Hello,
I am just starting to use Poco for a small project of my own. I am using it to start processes. I had a look at what happens when the Process::launch function fails to launch the process and I see that it throws Poco::SystemException. I see that there are a number of Poco exceptions, logic error, runtime error, assertion failure. Initially I thought this was very good. Then I noticed that they all inherit from Poco::Exception which inherits from std::exception. IMHO this is not so good. Here's why I think this:-
My gut reaction on learning that launch errors via an exception was to catch std::runtime_error. But this won't work because Poco::SystemError does not inherit from std::runtime_error. In fact no Poco exceptions inherit from this. The std exception hierarchy is not used. Even Poco::LogicException does not inherit from std::logic_error.
In the past I would not have cared about this very much, but now I have been working on a certain software project based on Windoze I have come to a different view. The project uses a home-grown maths library that can crash with arithmetic exceptions (divide by zero, overflow etc) and can crash with core dumps due to array subscript errors, references through null pointers etc. These errors are never going to be fixed. Instead, a microsoft feature known as Structured Exception Handling (SEH) is use. SEH turns these programmer errors into exceptions that inherit directly from std::exception. When one runs a function that handles any error by throwing an exception, it is useful to distinguish such errors from the ones that can come via SEH. So I tend to trap and handle std::runtime_error and let the SEH ones continue upward (where hopefully they will result in the termination of the program).
So it is very useful to be able to to distinguish between std::runtime_error and std::exception. But Poco does not let me do this, even though it has exception classes that make it look like there is such a distinction. Unfortunately the distinction is only within the Poco library and its exceptions; it is not carried through to the use the exception hierarchy in the standard.
Please, can someone explain why Poco exceptions do not follow the exception hierachy in the standard?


What to produce
Please write out all the data that follows exactly, without the pictures.

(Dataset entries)
-=-=-=-=-

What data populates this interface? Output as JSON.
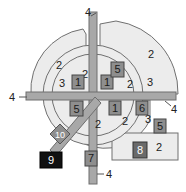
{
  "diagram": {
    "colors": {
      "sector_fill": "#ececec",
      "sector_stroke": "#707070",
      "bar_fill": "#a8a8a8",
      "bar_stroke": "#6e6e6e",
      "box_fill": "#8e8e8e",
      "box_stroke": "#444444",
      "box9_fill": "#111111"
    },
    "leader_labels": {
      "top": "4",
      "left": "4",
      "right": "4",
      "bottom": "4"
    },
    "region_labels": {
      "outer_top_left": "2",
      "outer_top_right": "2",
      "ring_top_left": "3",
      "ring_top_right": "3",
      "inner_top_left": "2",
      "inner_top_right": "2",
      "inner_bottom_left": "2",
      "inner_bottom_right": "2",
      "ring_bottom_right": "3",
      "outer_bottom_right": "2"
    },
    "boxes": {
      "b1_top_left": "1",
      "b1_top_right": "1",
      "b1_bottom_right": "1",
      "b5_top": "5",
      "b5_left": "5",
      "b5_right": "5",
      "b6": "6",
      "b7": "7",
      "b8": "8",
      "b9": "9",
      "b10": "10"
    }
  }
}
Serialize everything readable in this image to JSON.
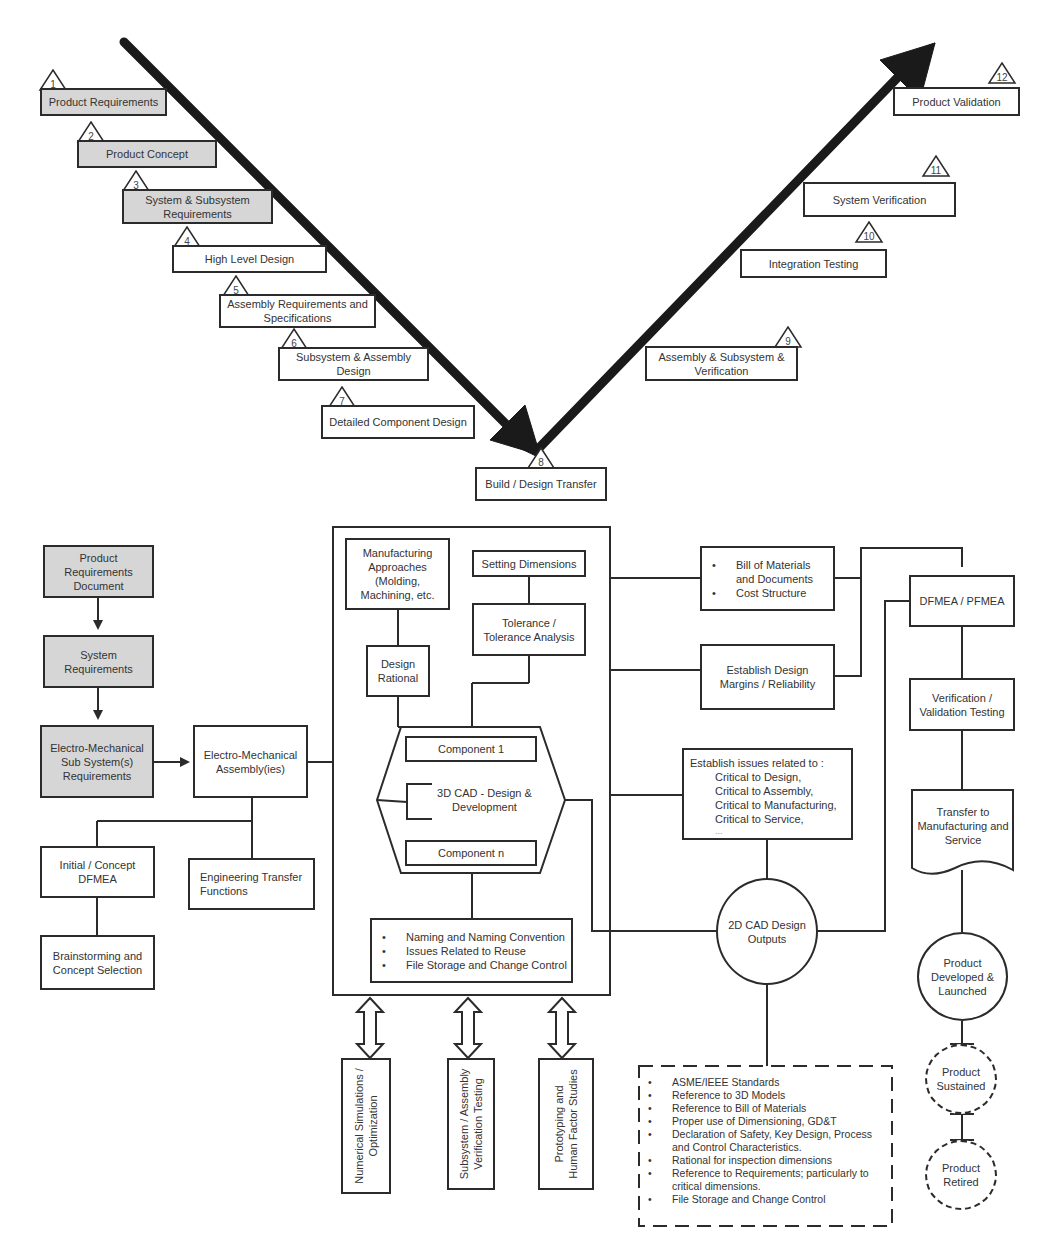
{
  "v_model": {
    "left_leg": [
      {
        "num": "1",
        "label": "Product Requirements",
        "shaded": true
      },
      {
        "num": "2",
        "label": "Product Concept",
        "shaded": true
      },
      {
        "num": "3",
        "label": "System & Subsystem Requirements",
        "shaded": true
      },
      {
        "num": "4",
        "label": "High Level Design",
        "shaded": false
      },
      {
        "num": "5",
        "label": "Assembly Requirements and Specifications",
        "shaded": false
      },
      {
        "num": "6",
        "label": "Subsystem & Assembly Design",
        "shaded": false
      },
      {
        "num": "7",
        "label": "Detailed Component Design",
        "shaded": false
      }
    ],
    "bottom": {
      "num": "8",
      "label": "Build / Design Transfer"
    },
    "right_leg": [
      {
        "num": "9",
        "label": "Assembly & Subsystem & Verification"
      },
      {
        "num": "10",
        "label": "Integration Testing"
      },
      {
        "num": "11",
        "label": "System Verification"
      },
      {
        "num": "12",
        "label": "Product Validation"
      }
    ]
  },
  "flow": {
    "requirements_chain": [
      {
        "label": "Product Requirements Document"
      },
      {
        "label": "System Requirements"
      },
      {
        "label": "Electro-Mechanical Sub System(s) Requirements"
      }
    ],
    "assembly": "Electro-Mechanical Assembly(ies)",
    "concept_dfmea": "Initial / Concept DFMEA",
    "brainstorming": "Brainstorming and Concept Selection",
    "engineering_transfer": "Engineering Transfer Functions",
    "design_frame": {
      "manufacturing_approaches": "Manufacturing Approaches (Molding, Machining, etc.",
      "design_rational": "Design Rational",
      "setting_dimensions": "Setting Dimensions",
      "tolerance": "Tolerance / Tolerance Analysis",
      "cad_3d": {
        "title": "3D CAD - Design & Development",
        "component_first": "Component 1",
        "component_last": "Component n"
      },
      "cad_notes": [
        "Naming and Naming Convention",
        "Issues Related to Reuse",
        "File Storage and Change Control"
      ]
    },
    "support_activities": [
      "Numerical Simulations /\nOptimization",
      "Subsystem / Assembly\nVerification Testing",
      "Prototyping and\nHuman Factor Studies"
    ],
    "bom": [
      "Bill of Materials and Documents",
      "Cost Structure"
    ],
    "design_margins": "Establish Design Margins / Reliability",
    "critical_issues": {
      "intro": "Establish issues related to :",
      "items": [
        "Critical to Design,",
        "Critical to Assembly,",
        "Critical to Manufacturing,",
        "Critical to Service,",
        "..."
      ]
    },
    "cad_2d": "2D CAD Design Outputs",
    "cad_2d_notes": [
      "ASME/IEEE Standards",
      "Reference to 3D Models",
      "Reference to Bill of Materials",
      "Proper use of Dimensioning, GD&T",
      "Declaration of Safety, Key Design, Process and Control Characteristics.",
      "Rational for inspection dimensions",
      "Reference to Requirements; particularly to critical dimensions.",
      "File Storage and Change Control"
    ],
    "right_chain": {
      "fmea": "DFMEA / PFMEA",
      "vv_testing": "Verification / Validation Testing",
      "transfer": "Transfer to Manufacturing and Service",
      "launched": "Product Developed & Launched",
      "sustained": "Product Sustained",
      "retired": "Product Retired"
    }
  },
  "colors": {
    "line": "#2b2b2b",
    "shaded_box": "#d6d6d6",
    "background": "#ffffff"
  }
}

-=-=-=-=-

Written answer
What data populates this interface? Output as JSON.
{
  "diagram": {
    "colors": {
      "sector_fill": "#ececec",
      "sector_stroke": "#707070",
      "bar_fill": "#a8a8a8",
      "bar_stroke": "#6e6e6e",
      "box_fill": "#8e8e8e",
      "box_stroke": "#444444",
      "box9_fill": "#111111"
    },
    "leader_labels": {
      "top": "4",
      "left": "4",
      "right": "4",
      "bottom": "4"
    },
    "region_labels": {
      "outer_top_left": "2",
      "outer_top_right": "2",
      "ring_top_left": "3",
      "ring_top_right": "3",
      "inner_top_left": "2",
      "inner_top_right": "2",
      "inner_bottom_left": "2",
      "inner_bottom_right": "2",
      "ring_bottom_right": "3",
      "outer_bottom_right": "2"
    },
    "boxes": {
      "b1_top_left": "1",
      "b1_top_right": "1",
      "b1_bottom_right": "1",
      "b5_top": "5",
      "b5_left": "5",
      "b5_right": "5",
      "b6": "6",
      "b7": "7",
      "b8": "8",
      "b9": "9",
      "b10": "10"
    }
  }
}
Serialize everything readable in this image to JSON.
{
  "v_model": {
    "left_leg": [
      {
        "num": "1",
        "label": "Product Requirements",
        "shaded": true
      },
      {
        "num": "2",
        "label": "Product Concept",
        "shaded": true
      },
      {
        "num": "3",
        "label": "System & Subsystem Requirements",
        "shaded": true
      },
      {
        "num": "4",
        "label": "High Level Design",
        "shaded": false
      },
      {
        "num": "5",
        "label": "Assembly Requirements and Specifications",
        "shaded": false
      },
      {
        "num": "6",
        "label": "Subsystem & Assembly Design",
        "shaded": false
      },
      {
        "num": "7",
        "label": "Detailed Component Design",
        "shaded": false
      }
    ],
    "bottom": {
      "num": "8",
      "label": "Build / Design Transfer"
    },
    "right_leg": [
      {
        "num": "9",
        "label": "Assembly & Subsystem & Verification"
      },
      {
        "num": "10",
        "label": "Integration Testing"
      },
      {
        "num": "11",
        "label": "System Verification"
      },
      {
        "num": "12",
        "label": "Product Validation"
      }
    ]
  },
  "flow": {
    "requirements_chain": [
      {
        "label": "Product Requirements Document"
      },
      {
        "label": "System Requirements"
      },
      {
        "label": "Electro-Mechanical Sub System(s) Requirements"
      }
    ],
    "assembly": "Electro-Mechanical Assembly(ies)",
    "concept_dfmea": "Initial / Concept DFMEA",
    "brainstorming": "Brainstorming and Concept Selection",
    "engineering_transfer": "Engineering Transfer Functions",
    "design_frame": {
      "manufacturing_approaches": "Manufacturing Approaches (Molding, Machining, etc.",
      "design_rational": "Design Rational",
      "setting_dimensions": "Setting Dimensions",
      "tolerance": "Tolerance / Tolerance Analysis",
      "cad_3d": {
        "title": "3D CAD - Design & Development",
        "component_first": "Component 1",
        "component_last": "Component n"
      },
      "cad_notes": [
        "Naming and Naming Convention",
        "Issues Related to Reuse",
        "File Storage and Change Control"
      ]
    },
    "support_activities": [
      "Numerical Simulations /\nOptimization",
      "Subsystem / Assembly\nVerification Testing",
      "Prototyping and\nHuman Factor Studies"
    ],
    "bom": [
      "Bill of Materials and Documents",
      "Cost Structure"
    ],
    "design_margins": "Establish Design Margins / Reliability",
    "critical_issues": {
      "intro": "Establish issues related to :",
      "items": [
        "Critical to Design,",
        "Critical to Assembly,",
        "Critical to Manufacturing,",
        "Critical to Service,",
        "..."
      ]
    },
    "cad_2d": "2D CAD Design Outputs",
    "cad_2d_notes": [
      "ASME/IEEE Standards",
      "Reference to 3D Models",
      "Reference to Bill of Materials",
      "Proper use of Dimensioning, GD&T",
      "Declaration of Safety, Key Design, Process and Control Characteristics.",
      "Rational for inspection dimensions",
      "Reference to Requirements; particularly to critical dimensions.",
      "File Storage and Change Control"
    ],
    "right_chain": {
      "fmea": "DFMEA / PFMEA",
      "vv_testing": "Verification / Validation Testing",
      "transfer": "Transfer to Manufacturing and Service",
      "launched": "Product Developed & Launched",
      "sustained": "Product Sustained",
      "retired": "Product Retired"
    }
  },
  "colors": {
    "line": "#2b2b2b",
    "shaded_box": "#d6d6d6",
    "background": "#ffffff"
  }
}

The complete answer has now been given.